Fawzi Barhoum, a spokesman for Hamas, said the movement’s response "will be taken within a framework aimed at guaranteeing the success of the Egyptian efforts".
The group, which has ruled Gaza since it seized control and pushed out Fatah over two years ago, had earlier criticised the deal for making "no reference to the struggle [with Israel] and the aggression against our people".
A Hamas delegation had been due to travel to Cairo on Sunday to give its response to an Egyptian-mediated unity proposal.

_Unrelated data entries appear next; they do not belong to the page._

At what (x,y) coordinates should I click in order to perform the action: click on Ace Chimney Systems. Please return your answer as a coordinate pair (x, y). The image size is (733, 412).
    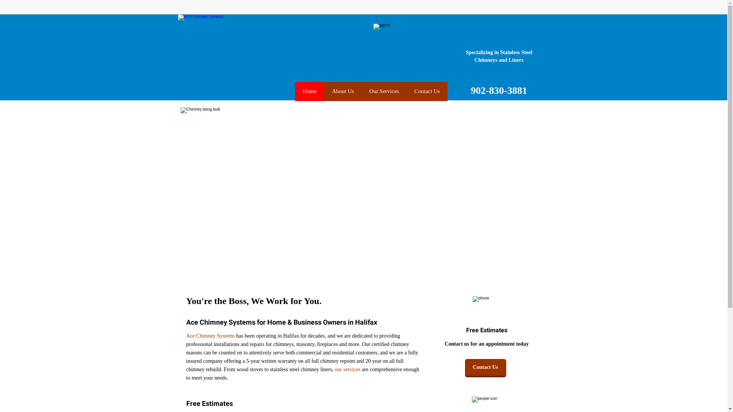
    Looking at the image, I should click on (211, 337).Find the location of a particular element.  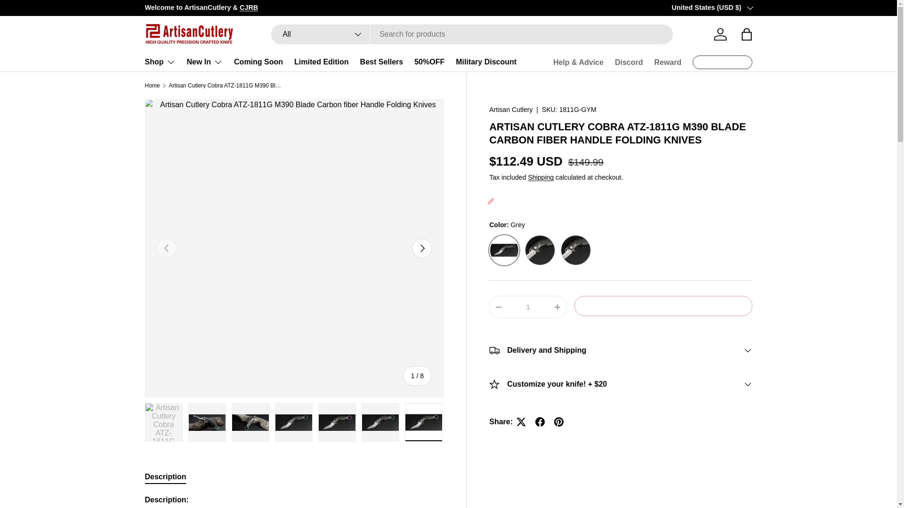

But sources told Al Jazeera that the visit had been delayed as Omar Suleiman, Egypt’s intelligence chief who has been behind the unity talks, was away.
Election Plans
In his press conference on Saturday, Abed Rabbo insisted that Mahmoud Abbas, the Palestinian president, would call for elections, regardless of the Hamas position.
Asked by Al Jazeera how this could be done without a commitment from Hamas, he responded: "We will find a way. We want Arab and international monitors on every ballot box in the West bank and Gaza."
The Palestinian Basic Law mandates that a new general election be called at least three months before the end of the sitting parliament’s mandate, a deadline which falls on October 25.
Abbas’s four-year term expired in January, but his Fatah party cited provisions in the constitution that require presidential and parliamentary elections to be held together to justify his remaining in office.